Whether it’s fake news, alternative facts, mainstream media propaganda or our government’s lies, it is getting increasingly harder in this Orwellian world of ours to discern truth from lies. In words that are even more true today than ever before, Jung writes, “the lie reaches proportions never known before in the history of the world.”[i] Lying has gone pandemic in our world. From the spiritual point of view, lies are a murder at the level of soul. According to Buddhism, lying in one form or another—be they big or small, lies of commission or omission, to oneself or others—is the root of all evil. As the Buddhist Maharatnakuta Sutra says, “A liar lies to himself as well as to the gods. Lying is the origin of all evils.” One of the most important requirements for confronting the forces of evil is for us to stop lying to ourselves, which is the very act that helps us to cultivate the ability to discern between truth and deception.
Our culture doesn’t supply the adequate vocabulary necessary to describe, express and thereby expose evil. Evil itself has dumbed us down, as we no longer seem able to talk intelligently about the subject. Evil’s inability to be languaged is one of the things that allows it to get away with the murder that it does. Speaking of evil, Denis de Rougemont, author of The Devil’s Share writes, “It is emptying all words of their meaning, turning them inside out and reading them backwards, according to the custom of the black mass. It is inverting and ruining from within the very criteria of truth.”[ii] The sacred mass is about communion with the divine; de Rougemont points out that, as if in a black mass, the darker forces co-opt words, the medium of communication, to have the opposite of their desired effect – to cut us off from our communion with the divine, as well as separate and divide us from each other. The relationship between lying and evil is symbolically expressed by the figure of the devil, who Christ called “a liar and the father of lies.” (John 8:44)
One way we are all geniuses is our incredible ability to deceive ourselves. When someone lies and falls into the perverse situation of believing their own lies (a form of hysteria called pseudologia phantastica), they can develop a type of charisma such that their lies, through psychic contagion, become very convincing to others. Jung writes, “Nothing has such a convincing effect as a lie one invents and believes oneself, or an evil deed or intention whose righteousness one regards as self-evident.”[iii] Lying to oneself, and then absolutely convincing oneself that one is not doing so, is an extreme form of self-deception that is to be unconsciously hiding from oneself. To quote the former dissident Vaclav Havel who eventually became the first President of the Czech Republic, “Lying can never save us from another lie.” In other words, once we step on the path of lying, lies feed on and off of themselves, weaving a never-ending web of deceit in which we become caught.
Once we become sufficiently committed to—and possessed by—this process of hiding from ourselves, as if in the throes of an addiction, we then become compulsively driven to sustain the lie that we are perpetrating on ourselves by whatever means necessary, lest we snap out of our self-generated cycle of self-deception and have to confront the lie that we have been living. Once our self-deception becomes air-tight, however, it continually doubles-down on itself without end so as to avoid both the light and the dark. We then become an alien to our true selves.
Believing our own lies is a classic version of doublethink: in trying to reduce our own cognitive dissonance, we successfully deceive ourselves, pull the wool over our own eyes (and then forgetting that we have done so), trick ourselves out of our (right) mind, literally brainwashing and hypnotizing ourselves in the process. The result is a split—and toxic—mind that has “danger” written all over it. The consciousness of the person so afflicted, as philosopher Herbert Marcuse put it, has become inured to its own falsity.
Fyodor Dostoyevsky, in the classic The Brothers Karamazov, writes,
“Above all, don’t lie to yourself. The man who lies to himself and listens to his own lie comes to such a pass that he cannot distinguish the truth within him, or around him, and so loses all respect for himself and for others. And having no respect he ceases to love.”
When we lie to ourselves, we lose the ability to discern truth from falsehood, both within ourselves and out in the world. This ultimately leads to a lack of self-esteem and even self-loathing, which results in losing our ability to truly love - the greatest tragedy of all.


[About this task]
Show all lines of the listing that hold the word "American".

[Entries provided]
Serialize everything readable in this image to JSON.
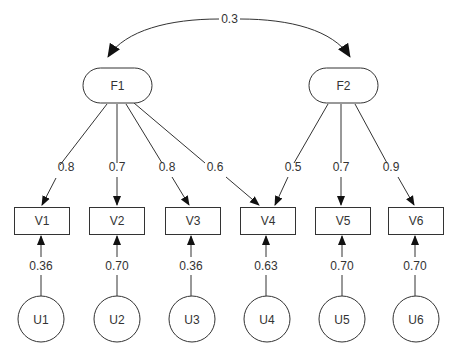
{
  "diagram": {
    "type": "structural-equation-model",
    "factors": [
      {
        "id": "F1",
        "label": "F1"
      },
      {
        "id": "F2",
        "label": "F2"
      }
    ],
    "factor_correlation": {
      "from": "F1",
      "to": "F2",
      "label": "0.3"
    },
    "variables": [
      {
        "id": "V1",
        "label": "V1"
      },
      {
        "id": "V2",
        "label": "V2"
      },
      {
        "id": "V3",
        "label": "V3"
      },
      {
        "id": "V4",
        "label": "V4"
      },
      {
        "id": "V5",
        "label": "V5"
      },
      {
        "id": "V6",
        "label": "V6"
      }
    ],
    "loadings": [
      {
        "from": "F1",
        "to": "V1",
        "label": "0.8"
      },
      {
        "from": "F1",
        "to": "V2",
        "label": "0.7"
      },
      {
        "from": "F1",
        "to": "V3",
        "label": "0.8"
      },
      {
        "from": "F1",
        "to": "V4",
        "label": "0.6"
      },
      {
        "from": "F2",
        "to": "V4",
        "label": "0.5"
      },
      {
        "from": "F2",
        "to": "V5",
        "label": "0.7"
      },
      {
        "from": "F2",
        "to": "V6",
        "label": "0.9"
      }
    ],
    "uniquenesses": [
      {
        "id": "U1",
        "label": "U1",
        "to": "V1",
        "value": "0.36"
      },
      {
        "id": "U2",
        "label": "U2",
        "to": "V2",
        "value": "0.70"
      },
      {
        "id": "U3",
        "label": "U3",
        "to": "V3",
        "value": "0.36"
      },
      {
        "id": "U4",
        "label": "U4",
        "to": "V4",
        "value": "0.63"
      },
      {
        "id": "U5",
        "label": "U5",
        "to": "V5",
        "value": "0.70"
      },
      {
        "id": "U6",
        "label": "U6",
        "to": "V6",
        "value": "0.70"
      }
    ]
  }
}
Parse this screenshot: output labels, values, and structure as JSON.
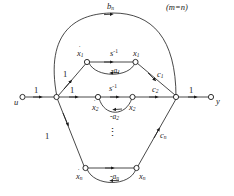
{
  "figure": {
    "type": "signal-flow-graph",
    "title_note": "(m=n)",
    "top_branch_label": "b",
    "top_branch_sub": "n",
    "input_node": "u",
    "output_node": "y",
    "input_gain": "1",
    "output_gain": "1",
    "summing_to_row_gain": "1",
    "integrator": "s",
    "integrator_sup": "-1",
    "ellipsis": "⋮",
    "colors": {
      "stroke": "#1a1a1a",
      "text": "#1a1a1a",
      "background": "#ffffff"
    }
  },
  "rows": [
    {
      "id": "row-1",
      "state_dot_label": "x",
      "state_dot_sub": "1",
      "state_label": "x",
      "state_sub": "1",
      "forward_gain": "s",
      "forward_gain_sup": "-1",
      "feedback_gain": "-a",
      "feedback_gain_sub": "1",
      "input_gain": "1",
      "output_gain": "c",
      "output_gain_sub": "1"
    },
    {
      "id": "row-2",
      "state_dot_label": "x",
      "state_dot_sub": "2",
      "state_label": "x",
      "state_sub": "2",
      "forward_gain": "s",
      "forward_gain_sup": "-1",
      "feedback_gain": "-a",
      "feedback_gain_sub": "2",
      "input_gain": "1",
      "output_gain": "c",
      "output_gain_sub": "2"
    },
    {
      "id": "row-n",
      "state_dot_label": "x",
      "state_dot_sub": "n",
      "state_label": "x",
      "state_sub": "n",
      "forward_gain": "s",
      "forward_gain_sup": "-1",
      "feedback_gain": "-a",
      "feedback_gain_sub": "n",
      "input_gain": "1",
      "output_gain": "c",
      "output_gain_sub": "n"
    }
  ]
}
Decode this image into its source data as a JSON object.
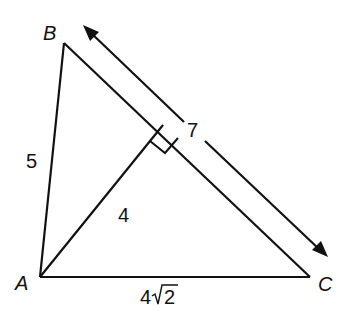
{
  "diagram": {
    "type": "geometry-triangle",
    "stroke_color": "#111111",
    "background": "#ffffff",
    "vertices": {
      "A": {
        "label": "A",
        "x": 40,
        "y": 277
      },
      "B": {
        "label": "B",
        "x": 64,
        "y": 43
      },
      "C": {
        "label": "C",
        "x": 310,
        "y": 277
      }
    },
    "altitude_foot": {
      "x": 163,
      "y": 125
    },
    "labels": {
      "vertex_a": "A",
      "vertex_b": "B",
      "vertex_c": "C",
      "side_ab": "5",
      "side_bc": "7",
      "altitude": "4",
      "side_ac_coeff": "4",
      "side_ac_radicand": "2"
    },
    "measurements": {
      "AB": "5",
      "BC": "7",
      "altitude_from_A": "4",
      "AC": "4√2"
    },
    "annotations": {
      "right_angle_marker": true,
      "double_arrow_along_bc": true
    }
  }
}
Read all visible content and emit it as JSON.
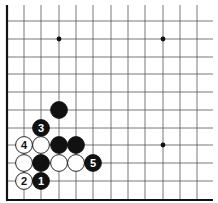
{
  "diagram": {
    "type": "go-board-fragment",
    "corner": "bottom-left",
    "grid": {
      "columns_x": [
        7,
        24,
        41,
        59,
        76,
        93,
        111,
        128,
        145,
        163,
        180,
        197
      ],
      "rows_y": [
        200,
        181,
        163,
        145,
        128,
        110,
        92,
        74,
        57,
        39,
        21
      ],
      "right_extent": 213,
      "top_extent": 5,
      "line_color": "#555555",
      "edge_color": "#111111"
    },
    "star_points": [
      {
        "col": 3,
        "row": 9
      },
      {
        "col": 9,
        "row": 9
      },
      {
        "col": 9,
        "row": 3
      }
    ],
    "stones": [
      {
        "color": "black",
        "col": 3,
        "row": 5,
        "label": ""
      },
      {
        "color": "black",
        "col": 2,
        "row": 4,
        "label": "3"
      },
      {
        "color": "white",
        "col": 1,
        "row": 3,
        "label": "4"
      },
      {
        "color": "white",
        "col": 2,
        "row": 3,
        "label": ""
      },
      {
        "color": "black",
        "col": 3,
        "row": 3,
        "label": ""
      },
      {
        "color": "black",
        "col": 4,
        "row": 3,
        "label": ""
      },
      {
        "color": "white",
        "col": 1,
        "row": 2,
        "label": ""
      },
      {
        "color": "black",
        "col": 2,
        "row": 2,
        "label": ""
      },
      {
        "color": "white",
        "col": 3,
        "row": 2,
        "label": ""
      },
      {
        "color": "white",
        "col": 4,
        "row": 2,
        "label": ""
      },
      {
        "color": "black",
        "col": 5,
        "row": 2,
        "label": "5"
      },
      {
        "color": "white",
        "col": 1,
        "row": 1,
        "label": "2"
      },
      {
        "color": "black",
        "col": 2,
        "row": 1,
        "label": "1"
      }
    ],
    "colors": {
      "black_stone": "#111111",
      "white_stone": "#ffffff",
      "stone_outline": "#111111",
      "black_label": "#ffffff",
      "white_label": "#111111"
    }
  }
}
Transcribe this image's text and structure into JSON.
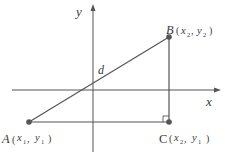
{
  "diagram": {
    "type": "distance-between-two-points",
    "axes": {
      "x_label": "x",
      "y_label": "y"
    },
    "segment_label": "d",
    "points": {
      "A": {
        "name": "A",
        "coords_x": "x",
        "coords_x_sub": "1",
        "coords_y": "y",
        "coords_y_sub": "1"
      },
      "B": {
        "name": "B",
        "coords_x": "x",
        "coords_x_sub": "2",
        "coords_y": "y",
        "coords_y_sub": "2"
      },
      "C": {
        "name": "C",
        "coords_x": "x",
        "coords_x_sub": "2",
        "coords_y": "y",
        "coords_y_sub": "1"
      }
    },
    "colors": {
      "stroke": "#555555",
      "point": "#555555",
      "text": "#3a3a3a"
    }
  }
}
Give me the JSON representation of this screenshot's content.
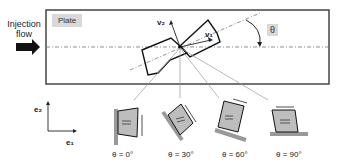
{
  "inflow": {
    "label_line1": "Injection",
    "label_line2": "flow"
  },
  "plate": {
    "label": "Plate"
  },
  "vectors": {
    "v1": "v₁",
    "v2": "v₂"
  },
  "angle": {
    "symbol": "θ"
  },
  "axes": {
    "e1": "e₁",
    "e2": "e₂"
  },
  "orientations": [
    {
      "caption": "θ = 0°"
    },
    {
      "caption": "θ = 30°"
    },
    {
      "caption": "θ = 60°"
    },
    {
      "caption": "θ = 90°"
    }
  ],
  "colors": {
    "fill": "#bdbdbd",
    "line": "#222222",
    "accent_bg": "#d9d9d9"
  }
}
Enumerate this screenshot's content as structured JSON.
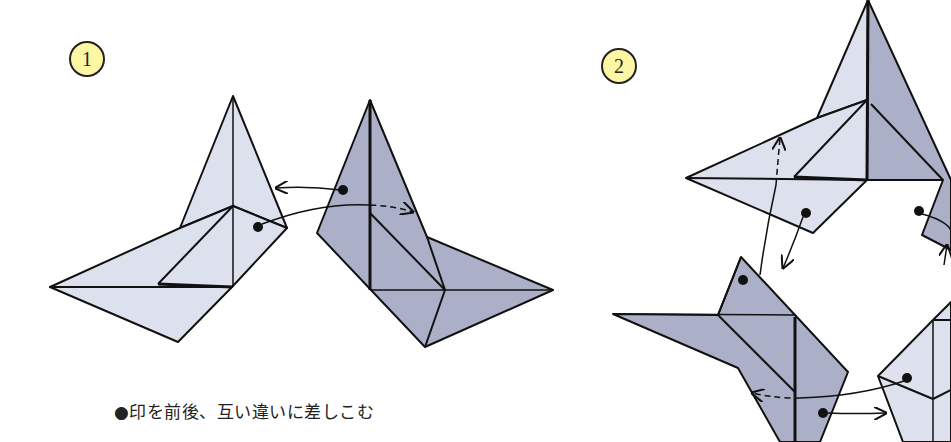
{
  "steps": [
    {
      "number": "1",
      "instruction": "●印を前後、互い違いに差しこむ"
    },
    {
      "number": "2"
    }
  ],
  "colors": {
    "light_unit": "#dde1ee",
    "dark_unit": "#abb0c8",
    "badge": "#fdf6a2",
    "line": "#111111"
  }
}
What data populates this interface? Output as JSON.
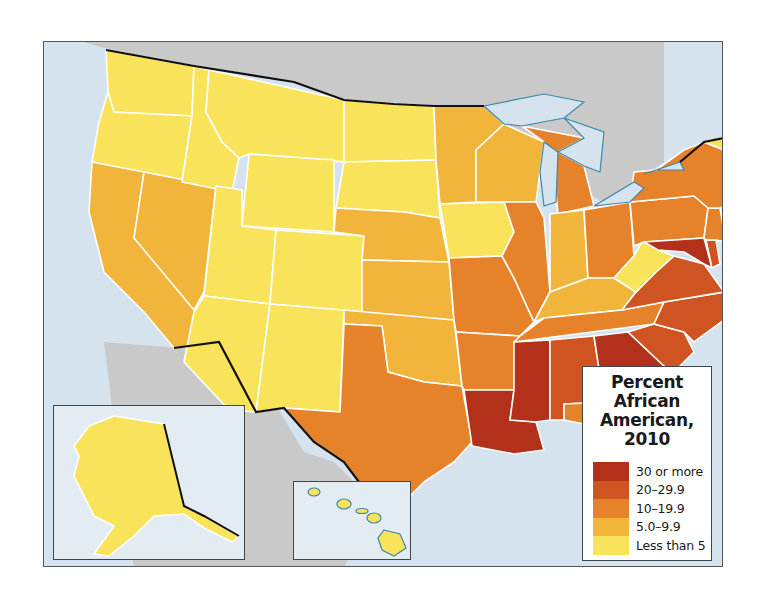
{
  "map": {
    "title": "Percent African American, 2010",
    "legend": {
      "title_lines": [
        "Percent",
        "African",
        "American,",
        "2010"
      ],
      "classes": [
        {
          "label": "30 or more",
          "color": "#b3311a"
        },
        {
          "label": "20–29.9",
          "color": "#cf5421"
        },
        {
          "label": "10–19.9",
          "color": "#e6822a"
        },
        {
          "label": "5.0–9.9",
          "color": "#f2b53c"
        },
        {
          "label": "Less than 5",
          "color": "#f9e35a"
        }
      ]
    },
    "colors": {
      "water": "#d5e3ee",
      "foreign_land": "#c9c9c9",
      "state_border": "#ffffff",
      "coast_outline": "#3f86a8",
      "national_border": "#111111"
    },
    "states": {
      "WA": "Less than 5",
      "OR": "Less than 5",
      "ID": "Less than 5",
      "MT": "Less than 5",
      "WY": "Less than 5",
      "UT": "Less than 5",
      "CO": "Less than 5",
      "AZ": "Less than 5",
      "NM": "Less than 5",
      "ND": "Less than 5",
      "SD": "Less than 5",
      "IA": "Less than 5",
      "WV": "Less than 5",
      "ME": "Less than 5",
      "NH": "Less than 5",
      "VT": "Less than 5",
      "AK": "Less than 5",
      "HI": "Less than 5",
      "CA": "5.0–9.9",
      "NV": "5.0–9.9",
      "NE": "5.0–9.9",
      "KS": "5.0–9.9",
      "OK": "5.0–9.9",
      "MN": "5.0–9.9",
      "WI": "5.0–9.9",
      "IN": "5.0–9.9",
      "KY": "5.0–9.9",
      "MA": "5.0–9.9",
      "RI": "5.0–9.9",
      "TX": "10–19.9",
      "MO": "10–19.9",
      "AR": "10–19.9",
      "IL": "10–19.9",
      "MI": "10–19.9",
      "OH": "10–19.9",
      "TN": "10–19.9",
      "PA": "10–19.9",
      "NY": "10–19.9",
      "NJ": "10–19.9",
      "CT": "10–19.9",
      "FL": "10–19.9",
      "AL": "20–29.9",
      "SC": "20–29.9",
      "NC": "20–29.9",
      "VA": "20–29.9",
      "DE": "20–29.9",
      "LA": "30 or more",
      "MS": "30 or more",
      "GA": "30 or more",
      "MD": "30 or more"
    },
    "insets": [
      "Alaska",
      "Hawaii"
    ]
  }
}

[Problem solution]
    "title": "Percent African American, 2010",
        "American,",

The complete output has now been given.